Mozart Redeems My Mediocrity

by Dylan Evans
who is a senior lecturer
in intelligent autonomous systems
at the University of the West of England

We should cherish those who possess great talent
rather than envying them and begrudging their success


In ancient Greece, people expected their heroes to be different. The first readers of the Iliad didn't imagine they could ever be as great as Achilles. They accepted that he was in a completely different category, a different order of being. And they didn't envy him his superior talent - they admired him for it.

Nowadays, if someone is vastly more talented than we are, we don't congratulate them - we envy them and resent their success. It seems we don't want heroes we can admire, so much as heroes we can identify with.

We want to think we could be like them, and so we make sure to select heroes that are like us. We worship David Beckham because he's fallible. If Achilles were around today, the headlines would all be about his heel.

We can't bear the idea that some people might be better than we are, so much better that we could never be like them, no matter how hard we tried. That upsets our democratic ethos, our belief that all people are born equal.

But raw talent is not distributed equally. By definition, most of us are not exceptional. We are neither particularly stupid, nor especially intelligent.

Only a very few are extremely gifted. But it is to these exceptionally talented people that the rest of us owe most of the greatest achievements of humankind. The Mona Lisa, the Goldberg Variations and King Lear were not the work of ordinary people like you and me. They were the work of geniuses, people so unusually talented that we could never paint or write anything comparable to their achievements, no matter how hard we tried or how long we lived.

To some, that thought seems so humiliating and threatening that it must not even be countenanced. But to me it is liberating and inspiring.

It is precisely the realisation that I will never be the equal of Mozart or Goethe that allows me to sit back and enjoy what they have bequeathed to me. It is my recognition of their greatness, my admission of the immeasurable superiority of their talent, that redeems my mediocrity.

It is good to be human, not because every human can be great, but because a few people have shown us the heights to which humanity can occasionally ascend. The shining achievements of these few elevate the very definition of the human race.

Consider also how unattractive it is when someone begrudges another's talent, when they cannot praise success without also seeking to undermine it, or they feel diminished when a colleague wins praise. It is a sign of a mean spirit.

Conversely, the person who shows unreserved admiration for someone thereby becomes admirable himself. To applaud someone else's achievements or good fortune, without the slightest trace of envy or resentment, is a mark of true generosity.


- _Your goal_
Would you copy each line of the data below that has "bottom"?

==*==

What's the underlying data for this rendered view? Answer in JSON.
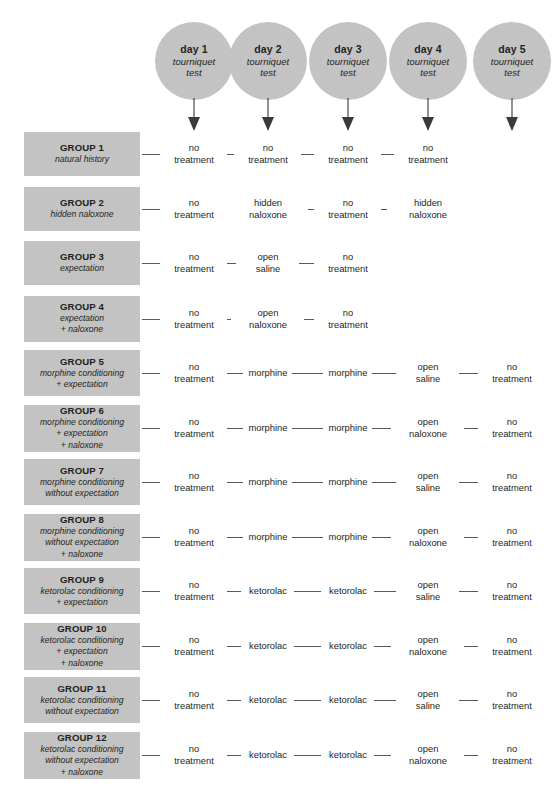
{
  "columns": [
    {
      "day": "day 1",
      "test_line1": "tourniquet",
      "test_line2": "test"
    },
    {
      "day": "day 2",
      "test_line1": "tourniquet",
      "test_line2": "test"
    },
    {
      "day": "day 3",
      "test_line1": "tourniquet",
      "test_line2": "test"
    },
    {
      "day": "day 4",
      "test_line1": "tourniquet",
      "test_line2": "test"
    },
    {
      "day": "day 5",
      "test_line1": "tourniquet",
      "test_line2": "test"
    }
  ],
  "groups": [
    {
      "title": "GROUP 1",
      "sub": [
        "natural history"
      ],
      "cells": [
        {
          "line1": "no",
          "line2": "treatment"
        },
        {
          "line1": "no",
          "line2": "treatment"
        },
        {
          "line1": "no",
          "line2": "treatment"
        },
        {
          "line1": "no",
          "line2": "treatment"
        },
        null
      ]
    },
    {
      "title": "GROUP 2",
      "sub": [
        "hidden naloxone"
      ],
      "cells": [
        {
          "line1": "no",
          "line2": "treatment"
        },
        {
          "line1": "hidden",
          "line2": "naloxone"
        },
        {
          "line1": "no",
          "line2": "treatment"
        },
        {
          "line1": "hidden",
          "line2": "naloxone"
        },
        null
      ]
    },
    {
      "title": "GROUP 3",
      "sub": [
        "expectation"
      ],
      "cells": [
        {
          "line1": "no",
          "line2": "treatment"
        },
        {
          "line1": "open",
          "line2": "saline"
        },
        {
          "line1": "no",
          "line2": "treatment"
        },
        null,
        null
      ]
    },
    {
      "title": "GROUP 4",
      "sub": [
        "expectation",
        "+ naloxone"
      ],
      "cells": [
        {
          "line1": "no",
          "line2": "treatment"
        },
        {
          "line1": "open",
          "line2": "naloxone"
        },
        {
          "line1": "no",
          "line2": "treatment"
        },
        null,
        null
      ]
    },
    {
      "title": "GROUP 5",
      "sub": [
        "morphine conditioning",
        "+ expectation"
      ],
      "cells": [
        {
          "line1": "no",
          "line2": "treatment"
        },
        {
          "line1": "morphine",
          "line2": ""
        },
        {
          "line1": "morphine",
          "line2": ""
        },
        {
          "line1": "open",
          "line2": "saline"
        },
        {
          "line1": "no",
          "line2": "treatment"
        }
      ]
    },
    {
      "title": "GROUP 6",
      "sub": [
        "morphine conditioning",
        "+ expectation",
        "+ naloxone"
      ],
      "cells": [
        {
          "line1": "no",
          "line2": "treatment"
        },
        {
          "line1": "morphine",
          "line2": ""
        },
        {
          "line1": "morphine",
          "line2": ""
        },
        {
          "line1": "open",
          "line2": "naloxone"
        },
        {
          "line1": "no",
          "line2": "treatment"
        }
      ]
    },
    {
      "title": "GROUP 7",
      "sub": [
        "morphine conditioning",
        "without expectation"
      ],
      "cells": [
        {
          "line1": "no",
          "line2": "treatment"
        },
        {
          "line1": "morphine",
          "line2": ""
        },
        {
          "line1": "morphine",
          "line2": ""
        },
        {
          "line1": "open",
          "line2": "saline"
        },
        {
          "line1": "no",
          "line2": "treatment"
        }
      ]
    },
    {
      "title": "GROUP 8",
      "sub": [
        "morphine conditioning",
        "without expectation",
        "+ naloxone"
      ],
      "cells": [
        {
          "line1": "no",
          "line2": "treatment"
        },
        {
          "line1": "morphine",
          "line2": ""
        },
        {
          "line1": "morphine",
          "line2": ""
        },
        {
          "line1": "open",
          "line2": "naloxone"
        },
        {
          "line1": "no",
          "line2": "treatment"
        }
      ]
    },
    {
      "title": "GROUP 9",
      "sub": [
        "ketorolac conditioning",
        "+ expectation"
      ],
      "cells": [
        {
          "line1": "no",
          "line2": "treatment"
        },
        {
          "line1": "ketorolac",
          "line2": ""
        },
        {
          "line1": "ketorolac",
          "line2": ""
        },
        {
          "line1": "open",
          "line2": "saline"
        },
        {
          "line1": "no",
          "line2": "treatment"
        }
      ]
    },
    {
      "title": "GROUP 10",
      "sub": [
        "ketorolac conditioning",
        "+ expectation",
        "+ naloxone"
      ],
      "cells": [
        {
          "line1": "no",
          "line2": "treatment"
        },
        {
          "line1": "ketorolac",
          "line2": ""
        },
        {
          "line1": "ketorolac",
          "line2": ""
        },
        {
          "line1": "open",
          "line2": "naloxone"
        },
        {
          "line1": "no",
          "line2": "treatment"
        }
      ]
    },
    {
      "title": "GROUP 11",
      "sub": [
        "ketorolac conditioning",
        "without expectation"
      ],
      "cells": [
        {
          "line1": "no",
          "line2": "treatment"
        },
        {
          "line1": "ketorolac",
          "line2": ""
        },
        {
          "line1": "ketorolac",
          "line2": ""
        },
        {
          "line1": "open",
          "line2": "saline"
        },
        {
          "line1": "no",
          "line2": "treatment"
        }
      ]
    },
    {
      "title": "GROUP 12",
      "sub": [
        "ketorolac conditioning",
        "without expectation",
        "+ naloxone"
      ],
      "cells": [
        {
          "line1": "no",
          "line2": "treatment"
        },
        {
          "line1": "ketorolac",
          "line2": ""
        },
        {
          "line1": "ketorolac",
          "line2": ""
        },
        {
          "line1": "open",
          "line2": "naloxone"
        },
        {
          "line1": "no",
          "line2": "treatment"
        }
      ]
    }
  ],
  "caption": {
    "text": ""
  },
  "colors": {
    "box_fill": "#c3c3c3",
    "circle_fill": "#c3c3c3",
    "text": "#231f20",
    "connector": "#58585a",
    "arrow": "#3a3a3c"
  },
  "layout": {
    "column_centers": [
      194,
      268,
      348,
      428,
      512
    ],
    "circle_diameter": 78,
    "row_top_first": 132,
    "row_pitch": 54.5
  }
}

==*==

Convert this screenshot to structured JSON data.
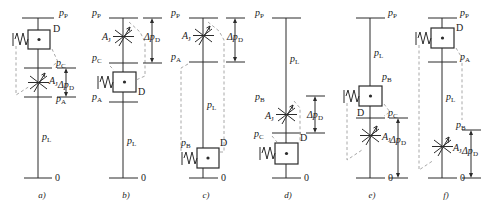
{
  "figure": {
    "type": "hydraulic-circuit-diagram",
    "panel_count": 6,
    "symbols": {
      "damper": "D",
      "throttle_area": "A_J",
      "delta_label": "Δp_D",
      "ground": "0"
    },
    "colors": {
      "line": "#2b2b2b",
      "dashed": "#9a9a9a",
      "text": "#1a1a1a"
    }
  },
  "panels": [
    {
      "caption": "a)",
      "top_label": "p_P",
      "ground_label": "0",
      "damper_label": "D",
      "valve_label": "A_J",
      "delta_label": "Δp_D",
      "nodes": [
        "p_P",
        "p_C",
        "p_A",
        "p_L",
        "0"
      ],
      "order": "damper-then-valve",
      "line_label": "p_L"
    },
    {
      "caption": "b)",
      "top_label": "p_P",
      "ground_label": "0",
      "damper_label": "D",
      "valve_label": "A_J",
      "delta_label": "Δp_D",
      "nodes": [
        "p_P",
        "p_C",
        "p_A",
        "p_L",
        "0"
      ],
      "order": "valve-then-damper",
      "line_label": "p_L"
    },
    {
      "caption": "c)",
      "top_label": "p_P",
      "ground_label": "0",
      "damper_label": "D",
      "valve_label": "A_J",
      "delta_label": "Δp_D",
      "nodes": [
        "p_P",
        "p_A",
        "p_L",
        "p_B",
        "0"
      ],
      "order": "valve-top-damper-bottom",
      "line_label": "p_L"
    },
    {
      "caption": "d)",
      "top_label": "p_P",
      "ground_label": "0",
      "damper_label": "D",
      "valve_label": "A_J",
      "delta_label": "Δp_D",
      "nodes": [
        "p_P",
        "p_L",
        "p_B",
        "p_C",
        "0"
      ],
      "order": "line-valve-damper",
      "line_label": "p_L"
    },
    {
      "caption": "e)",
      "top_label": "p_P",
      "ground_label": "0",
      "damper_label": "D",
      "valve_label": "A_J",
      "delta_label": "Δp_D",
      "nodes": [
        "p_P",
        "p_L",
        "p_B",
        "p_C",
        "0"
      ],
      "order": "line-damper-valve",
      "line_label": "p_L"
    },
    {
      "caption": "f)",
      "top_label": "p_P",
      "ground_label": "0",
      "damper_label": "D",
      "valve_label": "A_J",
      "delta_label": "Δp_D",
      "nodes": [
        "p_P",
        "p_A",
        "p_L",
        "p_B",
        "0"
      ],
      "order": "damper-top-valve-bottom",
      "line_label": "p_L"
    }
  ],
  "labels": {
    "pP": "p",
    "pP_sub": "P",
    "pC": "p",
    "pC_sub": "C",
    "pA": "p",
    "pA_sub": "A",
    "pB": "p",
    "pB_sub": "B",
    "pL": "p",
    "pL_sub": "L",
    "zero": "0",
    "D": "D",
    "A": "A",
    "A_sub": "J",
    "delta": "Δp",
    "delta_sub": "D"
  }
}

==*==

- _Written solution_
      "order": "valve-top-damper-bottom",
      "order": "damper-top-valve-bottom",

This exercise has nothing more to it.